Erica Jeal 

Midori

Barbican Hall, London
  
  


Picture a child prodigy violinist, and you'll probably think of a little automaton making the same soulless, assembly-line sound as the next one. But that's unlikely ever to have been true of Midori, who could have been described as a prodigy for nearly half her 20-year career and is now a veteran in her early thirties.

There's plenty of soul in her playing, and, what's more, she's managed to hold on to a distinctive style. The catch is that sometimes these two aspects of her playing are in conflict with each other.

Her most immediately obvious trademark is the way she launches herself into fierier passages with a no-holds-barred gusto. It can be compelling; but when it verges on ferocity it can interfere with the sound she's making, causing crunching noises at the beginning of notes and preventing the music from soaring in the manner she so clearly wants it to. And, when real aggression is called for, there's nothing left in her armoury to surprise us with.

It's a shame to have her eloquence so restricted - her interpretations are always thoughtful, her pacing is sure and sensitive, and she has a good rapport with her pianist, Robert McDonald.

Still, there were moments in this recital when her playing really took flight, most of them concentrated in the violin sonata by Richard Strauss that formed the climax of the programme. It's an early piece, and a revealing one; in the bravura display of the third movement especially, you can sense the composer of all those huge orchestral tone poems struggling to get out.

The lead-up to the return of the big melody in the first movement was striking; Midori began the phrase darkly and softly and, with absolute control, her sound slowly blossomed as it rose further up the violin.

The sweetness at the very opening of the Strauss probably owed something to the poised grace she and McDonald had just brought to Mozart's Sonata K301 immediately beforehand. This kind of lightness hadn't been on show in the first half of the recital, which began with a purposeful, intermittently harsh account of Dvorak's Op. 100 Sonatina and continued with the discovery of the recital, the Sonata No. 2 by the Czech composer Erwin Schulhoff, a communist who died in a Nazi concentration camp.

In some ways his writing prefigures the chamber music of Shostakovich, but the music's expansive sweep and irresistible, forceful dynamism are all Schulhoff's own.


== EXERCISE AIM ==
Quote the whole listing word for word, please.

== DATA RECORDS ==
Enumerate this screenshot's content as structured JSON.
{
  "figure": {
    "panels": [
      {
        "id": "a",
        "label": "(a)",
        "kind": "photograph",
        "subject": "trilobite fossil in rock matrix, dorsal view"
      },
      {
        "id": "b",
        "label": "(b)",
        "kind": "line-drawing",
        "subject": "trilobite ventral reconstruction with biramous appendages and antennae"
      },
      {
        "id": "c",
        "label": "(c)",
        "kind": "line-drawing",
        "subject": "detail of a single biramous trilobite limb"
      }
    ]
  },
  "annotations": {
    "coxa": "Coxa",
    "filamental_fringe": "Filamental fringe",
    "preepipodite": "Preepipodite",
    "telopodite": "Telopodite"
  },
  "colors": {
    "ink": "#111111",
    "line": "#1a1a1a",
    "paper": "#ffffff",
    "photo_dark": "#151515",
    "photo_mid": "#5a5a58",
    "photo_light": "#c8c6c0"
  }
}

== ANSWER TO THIS PROBLEM ==
Enumerate this screenshot's content as structured JSON.
{
  "figure": {
    "panels": [
      {
        "id": "a",
        "label": "(a)",
        "kind": "photograph",
        "subject": "trilobite fossil in rock matrix, dorsal view"
      },
      {
        "id": "b",
        "label": "(b)",
        "kind": "line-drawing",
        "subject": "trilobite ventral reconstruction with biramous appendages and antennae"
      },
      {
        "id": "c",
        "label": "(c)",
        "kind": "line-drawing",
        "subject": "detail of a single biramous trilobite limb"
      }
    ]
  },
  "annotations": {
    "coxa": "Coxa",
    "filamental_fringe": "Filamental fringe",
    "preepipodite": "Preepipodite",
    "telopodite": "Telopodite"
  },
  "colors": {
    "ink": "#111111",
    "line": "#1a1a1a",
    "paper": "#ffffff",
    "photo_dark": "#151515",
    "photo_mid": "#5a5a58",
    "photo_light": "#c8c6c0"
  }
}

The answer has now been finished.